In 1980 Ronald Reagan skewered Jimmy Carter’s attack on his Medicare policies with four words: “There you go again.” Somebody—no, everybody—needs to say the same to George Bush, adding on a few words: “There you go again, trying to conjure up a Social Security crisis just like you made up an Iraq weapons of mass destruction crisis.”
You can fool us once, but you can’t fool us twice or thrice. I don’t like being lied to. It infuriates me. Understand: I like to listen to opinions that differ from mine. I was more or less happily watching Fox News yesterday while exercising on a Stairmaster at an athletic club. But three minutes before my workout was over I angrily took my headphones off.
Fox played a clip from a speech by Bush where he spoke about Social Security facing “bankruptcy.” Then footage of Senate Minority Leader Harry Reid came on: “There’s no Social Security crisis,” he said. “Social Security is solvent until at least 2042.” What made me so irritated was a Fox correspondent’s comment: “Reid is wrong. In 2018 Social Security won’t be able to meet its obligations. The crisis hits in 2018, not 2042.”
Pure and simply, that’s a lie. Bush and Fox News are lying about Social Security. It’s possible that Bush truly believed that there were weapons of mass destruction in Iraq because the information conveyed to him by our intelligence agencies was so bad. But there’s virtually no disagreement about the actuarial facts of the Social Security trust fund.
As this TIME magazine article makes clear, what happens in 2018 is that the money paid out in benefits will begin to exceed the money collected in taxes. But this isn’t a problem because Social Security has been accumulating surpluses for decades. Those surpluses are tucked away in U.S. Treasury bonds, ready to be redeemed when baby boomers like me and Laurel are eligible for benefits.
So, where’s the problem? Salon blogger Scott Rosenburg clearly describes how Bush’s Social Security “crisis” is almost entirely self-manufactured:
“There was a federal budget surplus for a while under Bill Clinton, but George Bush decided that that money was ‘ours.’ The Feds should have been saving for that rainy-retirement day, but instead they went on a tax-break bender (and they picked and chose which of ‘us’ got the most back). So come 2018, the federal government won't have the cash on hand to make good on those trust-fund bonds.”
Here’s the bottom line: if the U.S. Government can’t come up with the cash to redeem the bonds held by Social Security, then this country is facing a full-blown catastrophe, not a mere crisis. For supposedly U.S. Treasury bonds are the safest investment in the world. Foreigners hold trillions of dollars of U.S. bonds, making us the world’s largest debtor nation. Japan alone owns $720 billion. Defaulting on these bonds would ruin the U.S. credit rating, likely setting off a worldwide economic meltdown.

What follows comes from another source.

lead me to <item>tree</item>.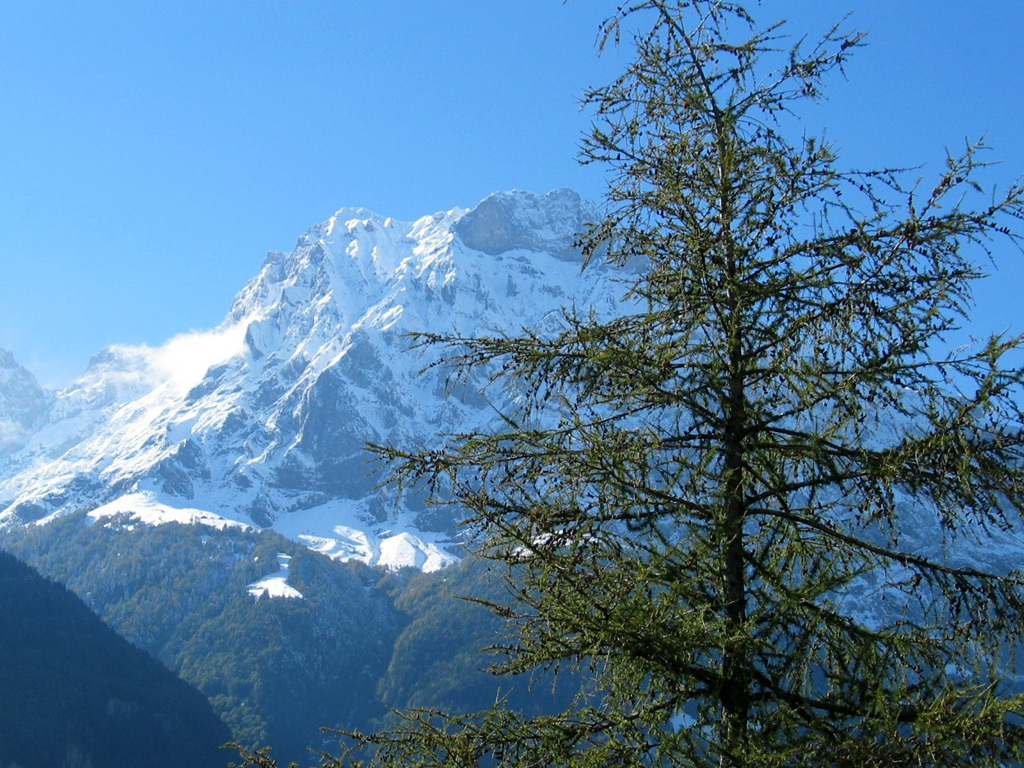
Lead to crop(366, 0, 976, 753).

If you’re Japan’s central banker, what would you think about the Bush administration saying that Social Security faces a crisis in 2018 because the government can’t afford to redeem U.S. Treasury bonds held in the trust fund?
Rosenburg says, “Try using that argument on the bank that holds your mortgage or your credit card account! ‘Oh, yeah, I know I said I'd pay that money back, but it's really just meaningless paper, you know, and I already used the money for other stuff that I believe in. We've got a crisis.’”
It wouldn’t bother me if Bush was being honest with the American people: “Back in 2000 I told you that we could have massive tax cuts and still run a budget surplus. I was wrong. I screwed up. Now we’ve got to fix things so Social Security can meet its obligations after 2018. This won’t be easy. Either benefits are going to have to be cut or taxes will have to be raised. I got us into this problem, but I’m going to need the bipartisan help of every citizen to get us out of it.”
If Bush would say that, I’d turn up the volume on Fox News rather than turn it off. I’d almost feel compassion for the guy. Heck, we all screw up. Almost all of us overdraw our checking accounts at some point, or go over our credit card limits. Honesty from Bush would beget some compassion and forgiveness.
What I can’t tolerate is being lied to. The facts about Social Security are completely at odds with the one-sided message Bush is promulgating. There isn’t a crisis; Social Security isn’t going bankrupt.
The real crisis is our President’s rapidly disintegrating credibility. The real bankruptcy is Bush’s willingness to drain his policies of any factual foundation in order to pursue self-serving ideological ends—an “ownership society” where, if the neo-conservatives have their way, our economy will be so poor there won’t be much to own.